20:00 Critiquing Fiction:How to Give, and How to Receive with Benjamin C. Kinney, Georges Bormand, and Adrienne Foster. I was disappointed because there was little new beyond what I learned from Mary Robinette Kowal in her video and infographic (which I am having trouble finding). They pointed out that critiquing for readers is different from doing it for writers; you want to tell readers enough to guide them in whether they might enjoy the book, whereas writers want to improve the draft they submitted. They said that a problem may have a cause that occurred much earlier than it was detected.

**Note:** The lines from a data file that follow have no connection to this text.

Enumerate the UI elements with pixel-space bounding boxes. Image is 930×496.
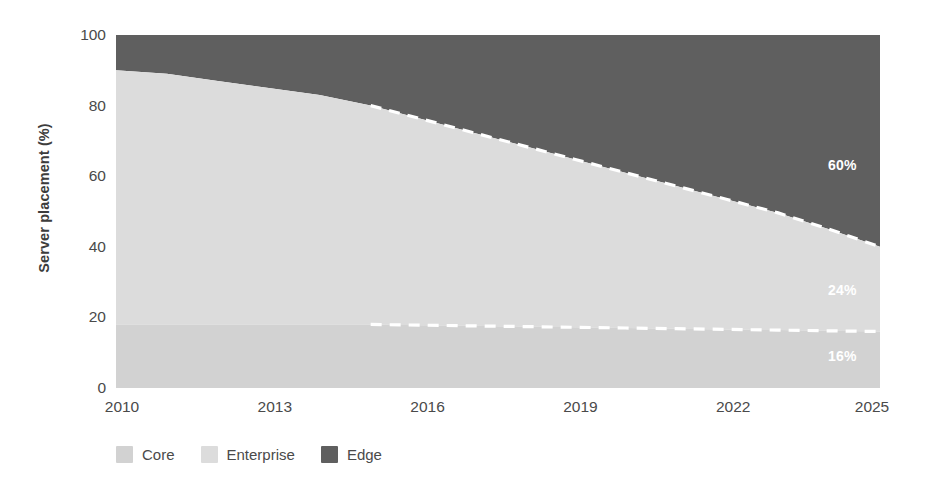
legend-item-core[interactable]: Core — [116, 446, 175, 463]
chart-legend: Core Enterprise Edge — [116, 443, 408, 465]
plot-area: 60% 24% 16% — [116, 35, 880, 388]
y-tick-20: 20 — [89, 308, 106, 326]
x-tick-2019: 2019 — [563, 398, 597, 416]
legend-swatch-enterprise-icon — [201, 446, 218, 463]
area-series-svg — [116, 35, 880, 388]
value-label-enterprise: 24% — [828, 282, 857, 298]
y-tick-100: 100 — [80, 26, 106, 44]
area-band-core — [116, 324, 880, 388]
value-label-edge: 60% — [828, 157, 857, 173]
y-tick-0: 0 — [97, 379, 106, 397]
legend-label-enterprise: Enterprise — [227, 446, 295, 463]
x-tick-2010: 2010 — [105, 398, 139, 416]
x-tick-2016: 2016 — [410, 398, 444, 416]
x-axis-tick-labels: 2010 2013 2016 2019 2022 2025 — [0, 398, 930, 424]
legend-swatch-core-icon — [116, 446, 133, 463]
stacked-area-chart: Server placement (%) 100 80 60 40 20 0 6… — [0, 0, 930, 496]
x-tick-2013: 2013 — [258, 398, 292, 416]
legend-swatch-edge-icon — [321, 446, 338, 463]
y-axis-title: Server placement (%) — [36, 68, 52, 328]
x-tick-2025: 2025 — [855, 398, 889, 416]
x-tick-2022: 2022 — [716, 398, 750, 416]
legend-label-edge: Edge — [347, 446, 382, 463]
y-tick-60: 60 — [89, 167, 106, 185]
y-tick-80: 80 — [89, 97, 106, 115]
legend-item-enterprise[interactable]: Enterprise — [201, 446, 295, 463]
legend-item-edge[interactable]: Edge — [321, 446, 382, 463]
value-label-core: 16% — [828, 348, 857, 364]
legend-label-core: Core — [142, 446, 175, 463]
y-tick-40: 40 — [89, 238, 106, 256]
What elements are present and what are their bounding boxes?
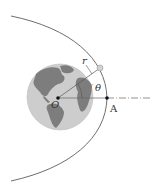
label-theta: θ (95, 82, 101, 93)
vertex-point-A (105, 96, 109, 100)
orbit-diagram: r θ O A (0, 0, 156, 190)
label-A: A (109, 103, 118, 114)
satellite (97, 65, 103, 71)
label-r: r (82, 55, 88, 66)
r-dimension-tick-arrow (90, 71, 92, 74)
label-O: O (51, 99, 59, 110)
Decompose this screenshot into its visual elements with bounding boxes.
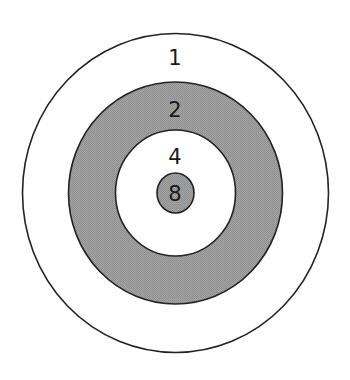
ring-label-8: 8 xyxy=(168,182,181,206)
target-diagram: 1 2 4 8 xyxy=(0,0,350,380)
ring-label-2: 2 xyxy=(168,98,181,122)
ring-label-4: 4 xyxy=(168,145,181,169)
ring-label-1: 1 xyxy=(168,46,181,70)
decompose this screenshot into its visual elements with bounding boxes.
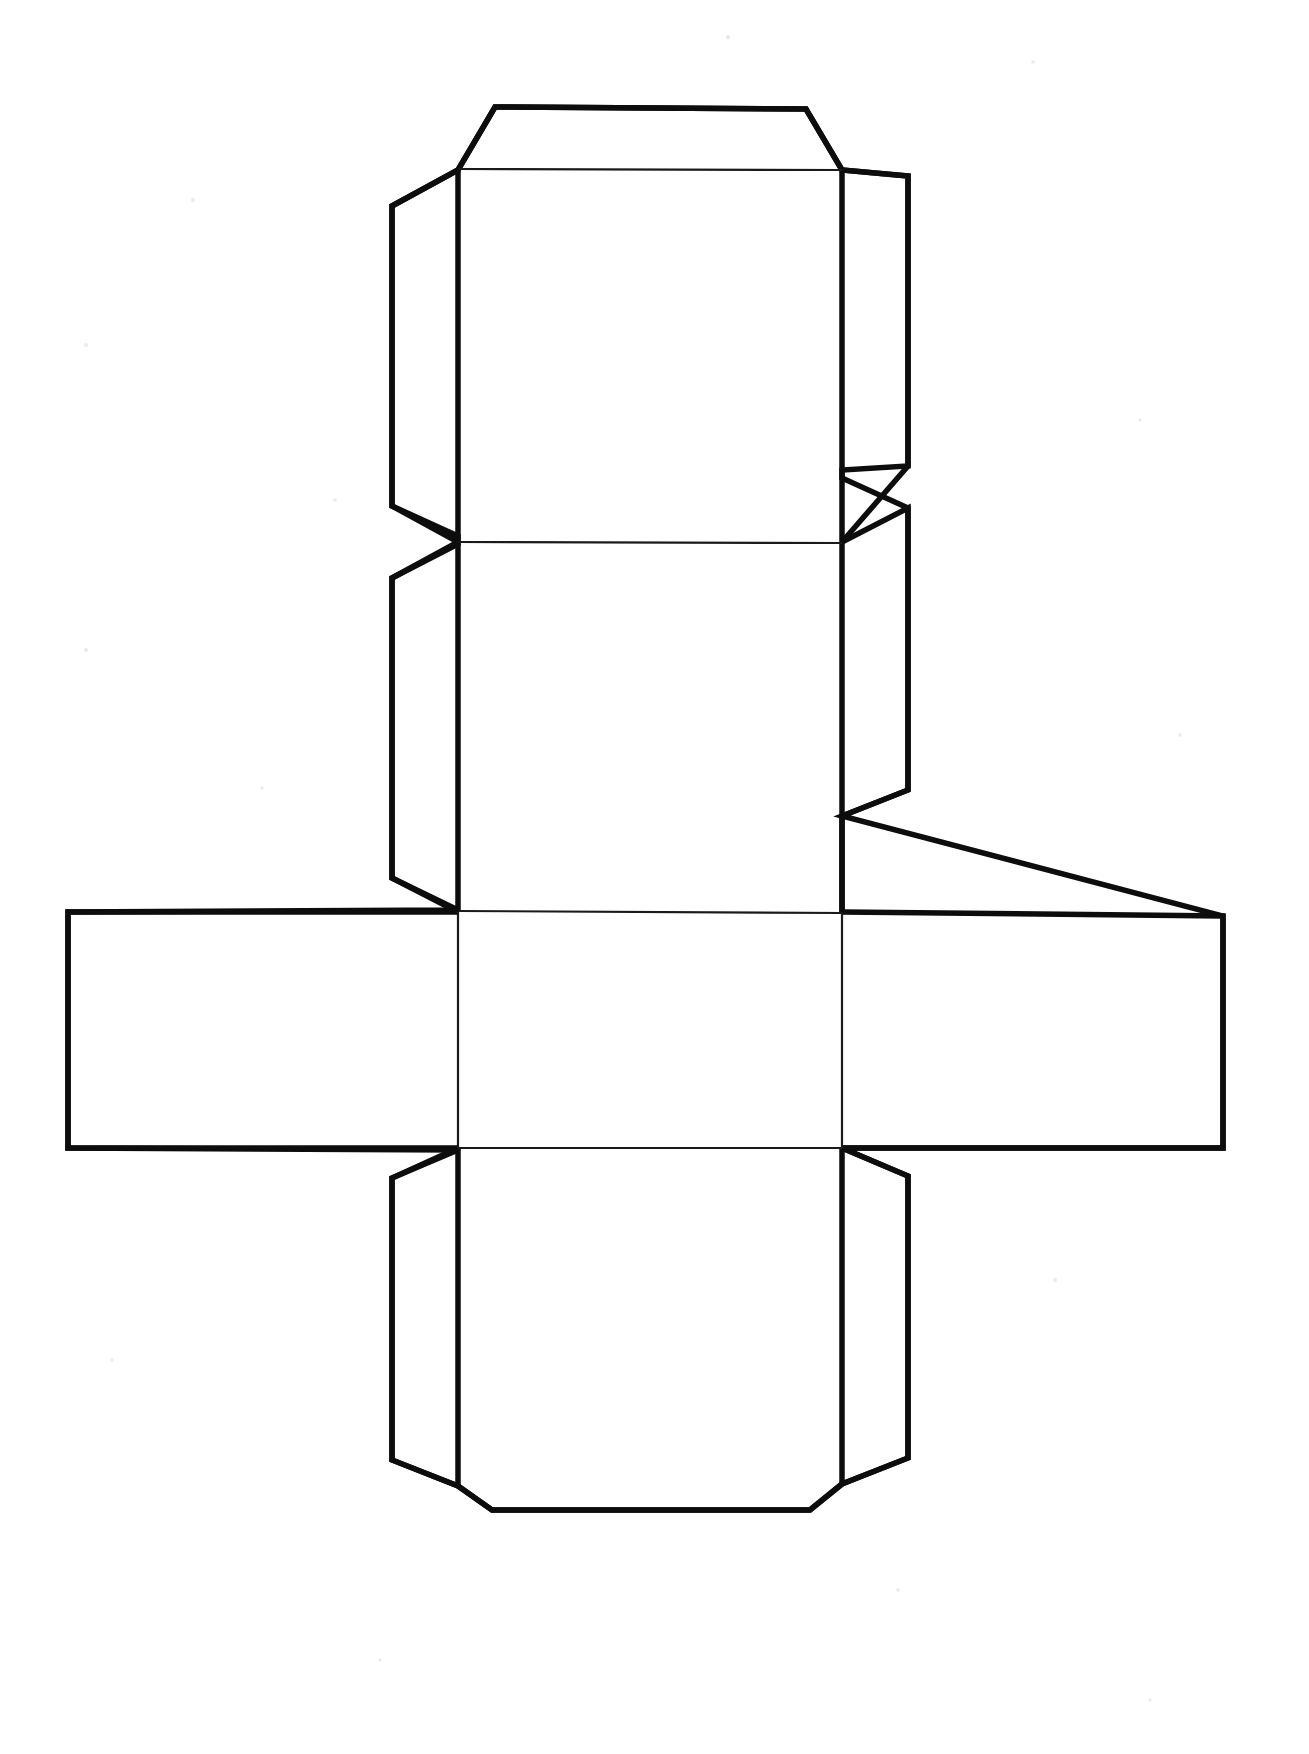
top-face-region: [458, 168, 842, 542]
right-face-region: [842, 912, 1223, 1148]
upper-middle-face-region: [458, 542, 842, 912]
bottom-face-region: [458, 1148, 842, 1490]
center-face-region: [458, 912, 842, 1148]
page-canvas: Cube Net Cut-Out Template Line-art only …: [0, 0, 1309, 1754]
left-face-region: [68, 912, 458, 1148]
top-glue-tab-region: [458, 107, 842, 170]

21:00 Common Mistakes from the Slushpile with David Thomas Moore, Laura Pearlman, David Pomerico, Sam Bradbury, and Marcus Gipps. There was a lot on how editors and publishers deal with the slushpile (un-agented submissions), but also a bit of advice: Follow the submission rules on the publisher website, especially with regard to the genre or kind of submission they publish and the submission format they want (such as submitting a Word document). The first 3 pages are critical. Good ideas still require good writing. Pace and plot have to be established in the first few pages. Tailor your cover letter to the publisher. Avoid attacking other authors. You dont need a big social media presence to submit (at least to the panelists; I`ve heard other editors say they always check social media). One contradicted an agent I heard, saying you dont need to compare your work to the market (the editor can do that better).